The most mediocre film I saw is the formulaic and expertly calculated NOODLE (2008; Coolidge Corner: November 8 at 7 pm; MFA: November 15 at 9 pm), a schmaltzy Israeli sniffler in which a lonely but lovely Tel Aviv widow (Mili Avital) is stuck with a six-year-old boy after his mother, the widow’s cleaning woman, is deported. You know where it’s headed: maternal aches, cute intercultural exchanges, outrageous heroism, big tears. Still, adroitly harpooning middle-class audiences’ tear ducts is far from an unpardonable crime.

Erez Tadmor & Guy Nattiv’s STRANGERS (2007; Coolidge Corner: November 8 at 9 pm; MFA: November 9 at 7:30 pm; Kendall Square: November 13 at 9 pm) is also less than daring, an improvised, pretentious romance between a sexy Parisian Palestinian woman and an Israeli hunk who meet clumsy-cute in Berlin, where they’ve come to see the 2006 World Cup final (just as the Israeli war against Hezbollah heats up on the news). Of course they fuck and then separate, and then her little son creates crises for both, and their efforts to have their affair remain a one-night stand are thwarted. It’s nothing new, but the actors are fine, especially Lubna Azabel (Viva Laldjerie, Changing Times, Body of Lies), and the hand-held textures are authentic.

The documentaries are a fascinating, rueful bunch. In BON-PAPA, A MAN UNDER GERMAN OCCUPATION[Bon-papa, un homme sous l’Occupation] (2007; ICA: November 9 at 1 pm), Leila Férault plumbs her own family history and uncovers a nest of Vichy-collaborationist secrets on her paternal, non-Jewish side of the family, in stubborn tribute to her maternal grandparents, who died in the Holocaust. It’s a thorny, tense, uneasy experience. Brett Rapkin & Erik Kesten’s HOLY LAND HARDBALL (2007; Coolidge Corner: November 11 at 7 pm + November 12 at 2 pm) is a record of the first professional-league baseball season in Israel; Andrew Jacobs’s FOUR SEASONS LODGE (2007; Coolidge Corner: November 10 at 6:15 pm) is a poignant portrait of a Jewish summer community in the Catskills (one of a few where once there’d been hundreds) peopled almost entirely by elderly camp survivors. Jacobs folds in aging snapshots and listens to the gray lions’ stories and ends up mourning not only the losses of the Nazi rampage but those of the post-war communal era, which is fading away into a second history as time presses on. Here’s a full-bore “Jewish” cinematic feast, evoking in these old-timers’ tales, inflections, and habits an entire century’s worth of disappearing ethnic reality.

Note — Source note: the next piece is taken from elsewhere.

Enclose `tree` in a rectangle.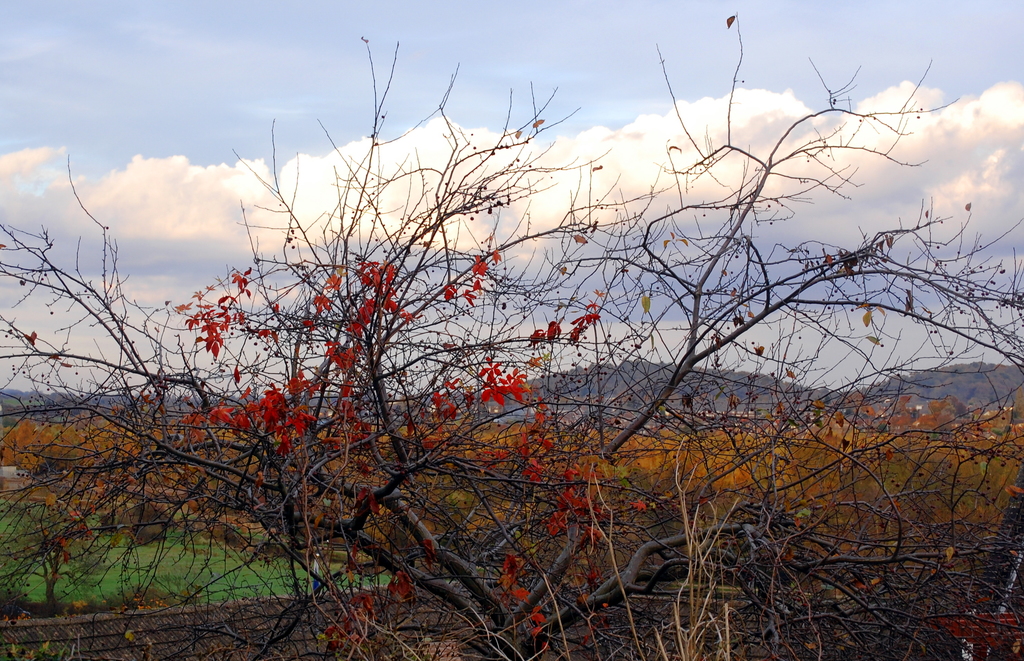
0:7:1023:660.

Israeli film may be enjoying a kind of international-distribution renaissance, but the fest’s most telling and pungent example of Israeli culture might be the sit-com ARAB LABOR (2007; MFA: November 8-9 in four installments), which is still pulling in high Israeli ratings. The first Israeli TV show to be even partly spoken in Arabic, it centers on the travails of an Israeli-Arab journalist for a Jewish newspaper, and through his efforts to do his job within the constraints Israeli Arabs routinely suffer, the entire contradictory dynamic facing both factions of that society is limned and mocked. It’s still a sit-com, but the nervy nature of its dialogues and implications makes it unlike anything we’ve seen on American TV since All in the Family.